When I asked Mr. Hernandez if there was a moment that pulled him out of the darkness, he thought about it, and he, a man who could never show emotion behind bars, began to cry. His older sister, someone who did not reach out to him for over a decade in prison and who had abandoned him as he sunk deeper into gang activity, called him up one day, apologizing for her distance and vowed to visit him. This contact, while seemingly simple, marked the first time in decades that a family member had apologized to him, had cared about him, and made him believe in himself as a person. For the first time, with her apology, the cycle of hurt, running through generation of abuse in his family, had transformed into a cycle of healing. Unfortunately, to the devastation of Mr. Hernandez, as he was waiting to see his sister, he got the news that his sister had passed away on the long drive from Washington State to San Jose. In mourning, he said, “I expected to feel hate and anger, but somehow I simply felt gratefulness. In my sister’s forgiveness, I realized I wanted to forgive too. I really wanted to change, I wanted to be a different person.” In his sister’s forgiveness, he had been given a second chance.

For the next two decades, Mr. Hernandez changed his life. Taking no opportunities for granted, he left gangs and then stopped drinking and smoking in 1999. He reconnected with family, and worked to heal those around him, while seeking treatment for himself. He wanted nothing to control him and took every class he could, compiled every certificate possible, and presented a case for 15 years to see if he would be granted probation, only to be denied each year. No matter how many papers, certificates, or recommendation letters would be brought to the judge, the verdict was the same: Appeal Denied. Then AB109 was passed.

AB109 ruled it unconstitutional for California to overcrowd prisoners and initiated the release of non-violent, low-risk offenders back into society. The law has reduced recidivism in California, and has helped to realign low-level felons to jails rather than prisons. Additionally, the law has enabled the creation of the Reentry Centers, which aim to ensure that clients don’t just have fairer sentencing, but also rehabilitate to the point of never needing to return to prison again. Thus, as AB109 spurred a movement to release low-risk offenders, after three decades of being punished, warehoused, and deprived of freedom and 15 years of hard work, Mr. Hernandez was given a second chance. 

Wiping away tears, Mr. Hernandez excuses himself to call his grandson for his birthday. A grandfather now, he wants to be the father figure that he never had for his kids and grandkids.

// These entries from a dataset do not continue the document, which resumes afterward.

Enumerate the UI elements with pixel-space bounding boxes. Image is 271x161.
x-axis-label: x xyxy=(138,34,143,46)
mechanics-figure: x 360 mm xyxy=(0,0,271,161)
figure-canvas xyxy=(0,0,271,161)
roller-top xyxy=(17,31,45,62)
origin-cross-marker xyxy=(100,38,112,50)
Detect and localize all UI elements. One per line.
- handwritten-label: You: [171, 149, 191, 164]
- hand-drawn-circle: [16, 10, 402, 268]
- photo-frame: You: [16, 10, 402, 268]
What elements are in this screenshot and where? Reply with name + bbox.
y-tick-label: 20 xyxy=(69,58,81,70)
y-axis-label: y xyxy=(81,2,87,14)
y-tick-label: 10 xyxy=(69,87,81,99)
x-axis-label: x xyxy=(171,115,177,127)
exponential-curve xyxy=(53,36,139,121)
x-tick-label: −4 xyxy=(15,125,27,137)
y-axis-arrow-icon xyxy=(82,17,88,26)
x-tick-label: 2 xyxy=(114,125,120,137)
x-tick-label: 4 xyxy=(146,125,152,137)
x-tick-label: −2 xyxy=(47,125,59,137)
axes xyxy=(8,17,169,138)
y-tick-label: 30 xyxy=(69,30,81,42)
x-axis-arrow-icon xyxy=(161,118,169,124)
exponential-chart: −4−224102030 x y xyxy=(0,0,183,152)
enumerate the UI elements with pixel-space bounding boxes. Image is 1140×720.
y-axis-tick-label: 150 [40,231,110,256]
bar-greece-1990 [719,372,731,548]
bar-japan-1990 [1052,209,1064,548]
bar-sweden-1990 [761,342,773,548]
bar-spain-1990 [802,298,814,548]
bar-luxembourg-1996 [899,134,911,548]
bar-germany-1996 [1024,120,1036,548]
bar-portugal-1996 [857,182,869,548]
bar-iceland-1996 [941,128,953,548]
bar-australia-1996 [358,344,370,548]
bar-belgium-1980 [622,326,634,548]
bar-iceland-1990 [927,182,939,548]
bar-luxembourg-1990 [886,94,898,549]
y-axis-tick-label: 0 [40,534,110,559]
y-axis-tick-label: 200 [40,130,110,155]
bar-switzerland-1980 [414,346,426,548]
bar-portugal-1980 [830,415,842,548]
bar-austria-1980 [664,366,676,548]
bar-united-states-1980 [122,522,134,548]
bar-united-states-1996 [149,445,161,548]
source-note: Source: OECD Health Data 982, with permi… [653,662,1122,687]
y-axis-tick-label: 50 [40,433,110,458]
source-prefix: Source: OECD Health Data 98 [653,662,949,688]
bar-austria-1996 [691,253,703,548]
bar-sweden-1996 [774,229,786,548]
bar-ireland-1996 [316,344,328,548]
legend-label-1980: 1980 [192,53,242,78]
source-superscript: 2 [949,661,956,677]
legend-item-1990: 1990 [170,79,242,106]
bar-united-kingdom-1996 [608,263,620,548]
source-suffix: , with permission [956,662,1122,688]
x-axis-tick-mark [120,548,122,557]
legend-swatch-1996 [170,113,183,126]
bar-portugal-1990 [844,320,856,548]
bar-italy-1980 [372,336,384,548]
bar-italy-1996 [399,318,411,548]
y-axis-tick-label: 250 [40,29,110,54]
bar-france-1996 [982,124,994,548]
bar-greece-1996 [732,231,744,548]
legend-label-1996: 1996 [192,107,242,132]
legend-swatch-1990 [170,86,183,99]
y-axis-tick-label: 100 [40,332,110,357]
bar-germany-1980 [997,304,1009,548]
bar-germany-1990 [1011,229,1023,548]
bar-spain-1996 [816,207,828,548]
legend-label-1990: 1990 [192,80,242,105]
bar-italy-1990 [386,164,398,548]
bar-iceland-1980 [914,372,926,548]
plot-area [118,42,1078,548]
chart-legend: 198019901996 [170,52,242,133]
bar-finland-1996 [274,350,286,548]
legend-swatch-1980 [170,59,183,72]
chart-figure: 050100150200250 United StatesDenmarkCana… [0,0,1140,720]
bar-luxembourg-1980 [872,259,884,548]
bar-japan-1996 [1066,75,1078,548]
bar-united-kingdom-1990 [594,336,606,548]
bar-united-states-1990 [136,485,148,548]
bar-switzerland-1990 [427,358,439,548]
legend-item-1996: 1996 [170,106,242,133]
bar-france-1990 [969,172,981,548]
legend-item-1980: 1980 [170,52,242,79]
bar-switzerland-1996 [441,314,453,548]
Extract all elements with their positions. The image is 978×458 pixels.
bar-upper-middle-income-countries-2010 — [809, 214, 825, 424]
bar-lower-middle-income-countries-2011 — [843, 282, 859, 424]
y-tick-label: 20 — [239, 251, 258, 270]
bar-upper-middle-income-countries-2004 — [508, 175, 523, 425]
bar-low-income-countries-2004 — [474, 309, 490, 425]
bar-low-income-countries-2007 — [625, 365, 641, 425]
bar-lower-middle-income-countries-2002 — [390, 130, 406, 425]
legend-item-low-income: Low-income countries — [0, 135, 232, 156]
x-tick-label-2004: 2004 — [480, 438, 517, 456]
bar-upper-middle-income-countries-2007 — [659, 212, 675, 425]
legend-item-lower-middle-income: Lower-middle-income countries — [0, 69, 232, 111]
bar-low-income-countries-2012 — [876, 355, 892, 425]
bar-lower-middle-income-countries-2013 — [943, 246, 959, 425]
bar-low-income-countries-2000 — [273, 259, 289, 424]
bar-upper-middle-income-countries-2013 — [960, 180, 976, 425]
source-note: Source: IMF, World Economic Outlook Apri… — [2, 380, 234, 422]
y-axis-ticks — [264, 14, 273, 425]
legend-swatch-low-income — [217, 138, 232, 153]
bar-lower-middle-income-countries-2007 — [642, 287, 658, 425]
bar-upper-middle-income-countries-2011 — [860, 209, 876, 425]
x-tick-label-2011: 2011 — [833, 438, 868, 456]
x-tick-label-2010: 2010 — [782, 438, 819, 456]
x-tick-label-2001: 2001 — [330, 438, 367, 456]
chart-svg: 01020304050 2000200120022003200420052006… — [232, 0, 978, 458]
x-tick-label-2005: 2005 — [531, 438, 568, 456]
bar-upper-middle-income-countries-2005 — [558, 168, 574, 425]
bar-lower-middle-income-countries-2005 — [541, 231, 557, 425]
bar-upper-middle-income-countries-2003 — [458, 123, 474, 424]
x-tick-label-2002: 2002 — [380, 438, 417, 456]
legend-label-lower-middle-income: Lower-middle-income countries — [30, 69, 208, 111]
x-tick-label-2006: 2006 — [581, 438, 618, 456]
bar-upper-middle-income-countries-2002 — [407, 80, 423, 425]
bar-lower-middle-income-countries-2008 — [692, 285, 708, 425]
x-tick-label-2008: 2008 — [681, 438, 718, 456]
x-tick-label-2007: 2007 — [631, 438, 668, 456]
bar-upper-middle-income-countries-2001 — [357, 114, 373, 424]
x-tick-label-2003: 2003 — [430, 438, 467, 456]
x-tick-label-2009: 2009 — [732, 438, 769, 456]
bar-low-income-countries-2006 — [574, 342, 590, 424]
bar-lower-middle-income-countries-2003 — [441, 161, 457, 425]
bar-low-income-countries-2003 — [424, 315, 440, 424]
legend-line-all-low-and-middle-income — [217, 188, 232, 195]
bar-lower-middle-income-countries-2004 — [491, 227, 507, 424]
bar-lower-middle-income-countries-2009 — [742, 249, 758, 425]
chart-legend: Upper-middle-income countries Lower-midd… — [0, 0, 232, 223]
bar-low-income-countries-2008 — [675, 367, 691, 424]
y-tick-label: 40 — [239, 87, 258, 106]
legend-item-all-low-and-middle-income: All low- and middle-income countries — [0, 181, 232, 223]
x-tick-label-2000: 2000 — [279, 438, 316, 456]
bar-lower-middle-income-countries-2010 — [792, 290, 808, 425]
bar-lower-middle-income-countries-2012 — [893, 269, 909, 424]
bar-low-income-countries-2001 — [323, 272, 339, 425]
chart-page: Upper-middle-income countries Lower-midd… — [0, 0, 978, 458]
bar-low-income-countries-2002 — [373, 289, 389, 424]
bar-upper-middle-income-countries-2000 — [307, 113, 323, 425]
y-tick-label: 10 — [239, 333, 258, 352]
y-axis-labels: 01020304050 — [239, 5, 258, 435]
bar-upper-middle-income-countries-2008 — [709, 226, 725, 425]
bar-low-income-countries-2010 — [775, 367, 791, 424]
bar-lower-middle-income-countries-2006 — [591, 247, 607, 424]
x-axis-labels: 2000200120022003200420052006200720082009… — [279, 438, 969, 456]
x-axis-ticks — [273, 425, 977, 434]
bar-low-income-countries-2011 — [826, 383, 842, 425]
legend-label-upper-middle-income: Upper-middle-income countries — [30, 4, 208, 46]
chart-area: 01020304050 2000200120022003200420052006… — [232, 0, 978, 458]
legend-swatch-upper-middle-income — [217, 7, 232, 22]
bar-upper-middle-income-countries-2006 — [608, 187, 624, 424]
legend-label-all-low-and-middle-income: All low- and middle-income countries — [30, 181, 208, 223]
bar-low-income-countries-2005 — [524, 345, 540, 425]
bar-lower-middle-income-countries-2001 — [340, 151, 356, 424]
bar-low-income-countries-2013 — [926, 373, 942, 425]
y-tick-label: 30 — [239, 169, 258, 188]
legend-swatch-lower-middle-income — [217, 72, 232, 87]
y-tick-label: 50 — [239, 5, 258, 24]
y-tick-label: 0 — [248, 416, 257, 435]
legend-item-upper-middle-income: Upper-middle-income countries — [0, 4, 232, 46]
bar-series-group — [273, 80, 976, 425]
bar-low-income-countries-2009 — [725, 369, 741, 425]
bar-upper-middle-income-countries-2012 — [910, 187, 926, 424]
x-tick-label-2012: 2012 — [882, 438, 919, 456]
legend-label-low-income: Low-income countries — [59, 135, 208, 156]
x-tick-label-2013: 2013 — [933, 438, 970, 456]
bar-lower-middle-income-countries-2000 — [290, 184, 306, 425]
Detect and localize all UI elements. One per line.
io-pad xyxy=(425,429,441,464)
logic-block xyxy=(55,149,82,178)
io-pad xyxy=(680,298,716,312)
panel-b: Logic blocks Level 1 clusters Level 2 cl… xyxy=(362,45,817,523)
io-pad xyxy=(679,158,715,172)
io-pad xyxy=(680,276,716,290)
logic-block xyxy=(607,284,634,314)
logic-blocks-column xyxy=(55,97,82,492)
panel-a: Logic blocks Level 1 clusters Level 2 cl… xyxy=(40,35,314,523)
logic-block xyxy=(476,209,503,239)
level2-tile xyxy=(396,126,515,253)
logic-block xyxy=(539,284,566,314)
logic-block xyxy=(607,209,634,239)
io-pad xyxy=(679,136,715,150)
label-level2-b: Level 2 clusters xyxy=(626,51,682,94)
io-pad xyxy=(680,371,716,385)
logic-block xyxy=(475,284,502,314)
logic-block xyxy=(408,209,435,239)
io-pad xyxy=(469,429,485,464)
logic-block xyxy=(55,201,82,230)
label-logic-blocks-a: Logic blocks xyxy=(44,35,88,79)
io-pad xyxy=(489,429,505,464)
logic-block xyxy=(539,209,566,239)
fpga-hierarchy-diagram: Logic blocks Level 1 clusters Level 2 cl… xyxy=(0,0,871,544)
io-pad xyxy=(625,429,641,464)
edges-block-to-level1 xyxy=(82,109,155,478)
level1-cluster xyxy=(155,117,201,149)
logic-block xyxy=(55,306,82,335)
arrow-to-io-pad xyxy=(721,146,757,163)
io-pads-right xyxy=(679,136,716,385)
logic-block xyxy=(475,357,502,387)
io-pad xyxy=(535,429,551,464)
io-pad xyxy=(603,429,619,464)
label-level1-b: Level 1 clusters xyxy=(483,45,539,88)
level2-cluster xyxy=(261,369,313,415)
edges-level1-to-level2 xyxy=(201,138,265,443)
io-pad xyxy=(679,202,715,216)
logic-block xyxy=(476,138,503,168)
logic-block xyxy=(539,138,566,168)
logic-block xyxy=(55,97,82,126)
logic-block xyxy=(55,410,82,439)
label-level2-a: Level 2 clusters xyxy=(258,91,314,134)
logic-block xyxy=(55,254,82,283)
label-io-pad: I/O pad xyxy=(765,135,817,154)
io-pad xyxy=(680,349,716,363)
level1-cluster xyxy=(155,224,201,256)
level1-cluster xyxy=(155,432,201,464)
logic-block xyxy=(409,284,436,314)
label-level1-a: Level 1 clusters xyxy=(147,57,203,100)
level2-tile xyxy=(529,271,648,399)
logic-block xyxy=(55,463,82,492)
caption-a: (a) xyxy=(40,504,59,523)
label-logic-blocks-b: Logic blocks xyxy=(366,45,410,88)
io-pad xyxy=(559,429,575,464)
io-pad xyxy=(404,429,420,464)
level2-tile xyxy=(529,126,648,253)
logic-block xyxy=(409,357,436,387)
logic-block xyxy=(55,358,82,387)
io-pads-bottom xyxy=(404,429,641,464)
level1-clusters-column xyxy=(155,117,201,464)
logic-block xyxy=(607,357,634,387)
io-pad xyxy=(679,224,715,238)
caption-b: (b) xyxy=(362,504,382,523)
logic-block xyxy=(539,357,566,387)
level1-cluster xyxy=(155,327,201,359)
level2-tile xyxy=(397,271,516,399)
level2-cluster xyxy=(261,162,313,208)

Besides its fairytale ending, some of you may wonder why I tell this story. Well, just as that one call from a sister turned the tide, giving him a second chance at reunifying his family and relationships, AB109 turned the tide for thousands of people, giving nonviolent criminals a second chance at a free life. When AB109 and other policies are passed, they impact people just like Mr. Hernandez. For better or for worse, the laws and policies we create will directly impact full lives, especially those less privileged, from inmates to the elderly or the sick. Unfortunately, we see an election cycle today where policies look corrupted, where morality is hard to find, and where shapeshifting and selling out for a vote or an extra dollar has become so clearly the norm.

But, I urge you to take a look at Mr. Hernandez, my coworkers and our other clients at the Reentry Center. This man personifies two cyclical shifts, one interpersonal, one political. Mr. Hernandez represents the transformation of a system of hurt people hurting people to a system of healed people healing people, as well as a system of ineffective policies hurting people transforming into a system of effective policies healing people. Both interpersonal and political shifts are critical to understand and implement if we want to make the systemic changes we envision and idealize. And while it is tough, if Mr. Hernandez, after all this hardship, can still live to end up calling his grandson for his birthday, be a changed man, and start a new life at 54, I believe there is hope for all of us.  

Contact Kyle D’Souza at kvdsouza ‘at’ stanford.edu.